Vocabulary for Deconstruction
Apr. 7th, 2018 08:23 am![[personal profile]](https://www.dreamwidth.org/img/silk/identity/user.png)
I've got halfway through the new Snicket series on Netflix, and several people (a phrase which here means "more than two") are curious what I think of it.
The problem is that I was supposed to be spending this week plotting out setups and payoffs, character development landmarks, and thematic threads, over the tragic arc of the Terra Nova Expedition. I have not done this, instead I've been applying those poor brain cells to retroactively "fixing" exactly those things in a television show that has already aired. This is poor time and resource management, but I couldn't shut it off.
Well, today I woke with a clear head at last, so I'm going to put a pin in the series and come back when I've made some headway on my own stuff. Once upon a time I'd have excused a bit of a deconstructive rant for the reason that it taught me stuff about story; this is no less true here, but I need to make progress on my own stuff, so I'm going to do that on the foundation that 14 years' worth of deconstructive rants has given me, and take this one instead as affirmation that my storycraft is fully functional and I ought to, you know, use it to construct something at last.
So for those several who are waiting for my review, I leave you with a decoy.
The phrase "over-egging the pudding" is an idiom in British English that means "going too far in embellishing, exaggerating, or doing something" or "spoiling something by trying to improve it excessively." It is a pity this phrase is not in more common use in America, where puddings are of the custard variety so concerns about egginess are less structural in nature, because having it in one's repertoire may have an unconscious effect on the creative person's aesthetic boundaries. If I could sum up the second series in one phrase, it would be "over-egging the pudding," but if you want to know how I would apply it to specific over-embellished improvements to the matter at hand, you're going to have to wait.
The problem is that I was supposed to be spending this week plotting out setups and payoffs, character development landmarks, and thematic threads, over the tragic arc of the Terra Nova Expedition. I have not done this, instead I've been applying those poor brain cells to retroactively "fixing" exactly those things in a television show that has already aired. This is poor time and resource management, but I couldn't shut it off.
Well, today I woke with a clear head at last, so I'm going to put a pin in the series and come back when I've made some headway on my own stuff. Once upon a time I'd have excused a bit of a deconstructive rant for the reason that it taught me stuff about story; this is no less true here, but I need to make progress on my own stuff, so I'm going to do that on the foundation that 14 years' worth of deconstructive rants has given me, and take this one instead as affirmation that my storycraft is fully functional and I ought to, you know, use it to construct something at last.
So for those several who are waiting for my review, I leave you with a decoy.
The phrase "over-egging the pudding" is an idiom in British English that means "going too far in embellishing, exaggerating, or doing something" or "spoiling something by trying to improve it excessively." It is a pity this phrase is not in more common use in America, where puddings are of the custard variety so concerns about egginess are less structural in nature, because having it in one's repertoire may have an unconscious effect on the creative person's aesthetic boundaries. If I could sum up the second series in one phrase, it would be "over-egging the pudding," but if you want to know how I would apply it to specific over-embellished improvements to the matter at hand, you're going to have to wait.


* What to produce: Below are some entries; state how many of their lines include the word "panel" and give no more than that number.
Provided material below:
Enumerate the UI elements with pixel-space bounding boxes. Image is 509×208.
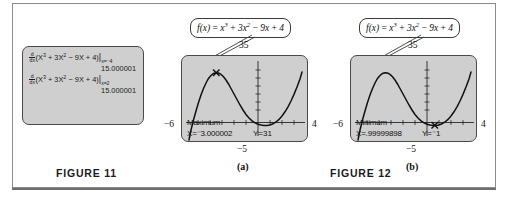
- figure-page: d dx (X3 + 3X2 − 9X + 4)|x=⁻4 15.000001 …: [0, 0, 509, 208]
- eval-subscript-1: x=⁻4: [101, 58, 112, 64]
- expr-body-2: (X3 + 3X2 − 9X + 4): [35, 75, 98, 84]
- graph-b-xmax-label: 4: [481, 119, 486, 129]
- graph-b-ymin-label: −5: [406, 144, 416, 154]
- graph-b-ymax-label: 35: [408, 40, 418, 50]
- graph-screen-a: Maximum X=⁻3.000002 Y=31: [181, 55, 308, 142]
- derivative-result-2: 15.000001: [29, 86, 138, 95]
- eval-bar-1: |: [99, 53, 101, 62]
- function-callout-a: f(x) = x3 + 3x2 − 9x + 4: [190, 18, 291, 38]
- eval-bar-2: |: [99, 75, 101, 84]
- graph-a-ymax-label: 35: [239, 40, 249, 50]
- graph-a-ymin-label: −5: [237, 144, 247, 154]
- graph-a-xmin-label: −6: [164, 119, 174, 129]
- page-bottom-rule: [12, 188, 496, 190]
- graph-b-sublabel: (b): [406, 161, 418, 172]
- eval-subscript-2: x=2: [101, 80, 109, 86]
- trace-y-value-a: Y=31: [253, 129, 272, 138]
- derivative-expression-1: d dx (X3 + 3X2 − 9X + 4)|x=⁻4: [29, 52, 138, 64]
- graph-a-sublabel: (a): [237, 161, 249, 172]
- derivative-result-1: 15.000001: [29, 64, 138, 73]
- expr-body-1: (X3 + 3X2 − 9X + 4): [35, 53, 98, 62]
- calculator-text-lines: d dx (X3 + 3X2 − 9X + 4)|x=⁻4 15.000001 …: [29, 52, 138, 95]
- trace-label-b: Minimum: [356, 118, 387, 127]
- trace-label-a: Maximum: [187, 118, 220, 127]
- graph-b-xmin-label: −6: [333, 119, 343, 129]
- figure-12-caption: FIGURE 12: [330, 167, 391, 179]
- graph-screen-b: Minimum X=.99999898 Y=⁻1: [350, 55, 477, 142]
- function-callout-b: f(x) = x3 + 3x2 − 9x + 4: [359, 18, 460, 38]
- derivative-expression-2: d dx (X3 + 3X2 − 9X + 4)|x=2: [29, 74, 138, 86]
- graph-a-xmax-label: 4: [312, 119, 317, 129]
- calculator-home-screen: d dx (X3 + 3X2 − 9X + 4)|x=⁻4 15.000001 …: [22, 46, 144, 125]
- trace-y-value-b: Y=⁻1: [422, 129, 440, 138]
- trace-x-value-b: X=.99999898: [356, 129, 402, 138]
- graph-panel-a: 35 −6 4 −5: [181, 55, 308, 142]
- graph-panel-b: 35 −6 4 −5: [350, 55, 477, 142]
- trace-x-value-a: X=⁻3.000002: [187, 129, 232, 138]
- figure-11-caption: FIGURE 11: [56, 167, 117, 179]
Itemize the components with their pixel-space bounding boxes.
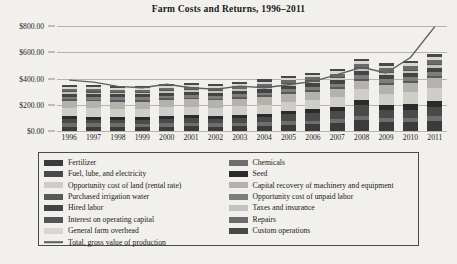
- legend-label: Seed: [253, 170, 268, 178]
- legend-label: General farm overhead: [68, 227, 139, 235]
- legend-item: Fertilizer: [44, 157, 229, 168]
- legend-swatch-icon: [229, 182, 248, 188]
- legend-label: Total, gross value of production: [68, 239, 166, 247]
- legend-swatch-icon: [44, 160, 63, 166]
- chart-legend: FertilizerFuel, lube, and electricityOpp…: [38, 152, 419, 246]
- x-axis-label: 2009: [378, 133, 393, 142]
- x-axis-label: 2003: [232, 133, 247, 142]
- x-axis-label: 2006: [305, 133, 320, 142]
- legend-item: Capital recovery of machinery and equipm…: [229, 180, 414, 191]
- x-axis-label: 1999: [135, 133, 150, 142]
- legend-label: Repairs: [253, 216, 276, 224]
- legend-swatch-icon: [229, 194, 248, 200]
- x-axis-label: 2007: [330, 133, 345, 142]
- x-axis-label: 1996: [62, 133, 77, 142]
- legend-label: Purchased irrigation water: [68, 193, 149, 201]
- legend-label: Interest on operating capital: [68, 216, 154, 224]
- legend-item: Taxes and insurance: [229, 203, 414, 214]
- legend-swatch-icon: [44, 205, 63, 211]
- line-series: [57, 26, 447, 131]
- legend-item: Repairs: [229, 214, 414, 225]
- legend-label: Taxes and insurance: [253, 204, 315, 212]
- x-axis-label: 1997: [86, 133, 101, 142]
- y-axis-label: $800.00: [19, 22, 44, 31]
- x-axis-label: 2000: [159, 133, 174, 142]
- legend-swatch-icon: [229, 160, 248, 166]
- legend-label: Fertilizer: [68, 159, 96, 167]
- legend-swatch-icon: [229, 171, 248, 177]
- legend-swatch-icon: [44, 228, 63, 234]
- chart-title: Farm Costs and Returns, 1996–2011: [0, 4, 457, 14]
- x-axis-label: 2001: [183, 133, 198, 142]
- y-axis-tick: [48, 78, 55, 79]
- legend-swatch-icon: [229, 217, 248, 223]
- plot-area: $0.00$200.00$400.00$600.00$800.00: [57, 26, 447, 131]
- legend-swatch-icon: [44, 217, 63, 223]
- line-swatch-icon: [44, 239, 63, 245]
- legend-item: Opportunity cost of unpaid labor: [229, 191, 414, 202]
- legend-item: Opportunity cost of land (rental rate): [44, 180, 229, 191]
- x-axis-label: 1998: [110, 133, 125, 142]
- y-axis-label: $200.00: [19, 100, 44, 109]
- x-axis-label: 2011: [427, 133, 442, 142]
- legend-swatch-icon: [44, 171, 63, 177]
- legend-item: Custom operations: [229, 225, 414, 236]
- legend-item: Hired labor: [44, 203, 229, 214]
- legend-item: General farm overhead: [44, 225, 229, 236]
- y-axis-tick: [48, 131, 55, 132]
- y-axis-label: $600.00: [19, 48, 44, 57]
- legend-swatch-icon: [229, 228, 248, 234]
- legend-label: Custom operations: [253, 227, 311, 235]
- x-axis-label: 2005: [281, 133, 296, 142]
- legend-swatch-icon: [229, 205, 248, 211]
- gridline: [57, 131, 447, 132]
- legend-item: Chemicals: [229, 157, 414, 168]
- legend-item: Seed: [229, 168, 414, 179]
- legend-column-right: ChemicalsSeedCapital recovery of machine…: [229, 157, 414, 237]
- x-axis-label: 2002: [208, 133, 223, 142]
- y-axis-tick: [48, 26, 55, 27]
- legend-label: Chemicals: [253, 159, 285, 167]
- chart-figure: Farm Costs and Returns, 1996–2011 $0.00$…: [0, 0, 457, 264]
- x-axis-labels: 1996199719981999200020012002200320042005…: [57, 133, 447, 145]
- y-axis-tick: [48, 52, 55, 53]
- legend-label: Opportunity cost of land (rental rate): [68, 182, 181, 190]
- x-axis-label: 2010: [403, 133, 418, 142]
- legend-item-line: Total, gross value of production: [44, 237, 413, 248]
- x-axis-label: 2004: [257, 133, 272, 142]
- y-axis-label: $400.00: [19, 74, 44, 83]
- line-path: [69, 27, 435, 90]
- legend-label: Opportunity cost of unpaid labor: [253, 193, 354, 201]
- y-axis-tick: [48, 104, 55, 105]
- x-axis-label: 2008: [354, 133, 369, 142]
- legend-item: Interest on operating capital: [44, 214, 229, 225]
- legend-swatch-icon: [44, 182, 63, 188]
- legend-item: Purchased irrigation water: [44, 191, 229, 202]
- legend-swatch-icon: [44, 194, 63, 200]
- legend-column-left: FertilizerFuel, lube, and electricityOpp…: [44, 157, 229, 237]
- legend-label: Capital recovery of machinery and equipm…: [253, 182, 394, 190]
- legend-item: Fuel, lube, and electricity: [44, 168, 229, 179]
- y-axis-label: $0.00: [27, 127, 44, 136]
- legend-label: Hired labor: [68, 204, 103, 212]
- legend-label: Fuel, lube, and electricity: [68, 170, 146, 178]
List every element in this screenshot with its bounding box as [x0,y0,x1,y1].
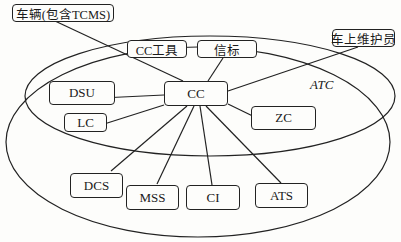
node-ats: ATS [255,183,308,208]
node-beacon: 信标 [197,40,257,58]
node-vehicle: 车辆(包含TCMS) [12,4,114,22]
atc-label: ATC [310,77,333,93]
node-cc-tool: CC工具 [127,40,187,58]
edge-cc-mss [157,106,194,184]
node-cc: CC [164,81,228,106]
node-dsu: DSU [49,81,115,105]
edge-cc-ci [200,106,212,185]
edge-cc-dcs [111,106,187,171]
edge-cc-beacon [208,58,223,81]
node-zc: ZC [251,106,316,130]
node-dcs: DCS [70,173,123,198]
node-lc: LC [64,113,107,132]
node-mss: MSS [126,185,179,210]
edge-cc-lc [101,105,164,125]
node-onboard-maintainer: 车上维护员 [332,29,395,47]
node-ci: CI [186,185,240,210]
End of Provided material.
* Solution to this exercise: 2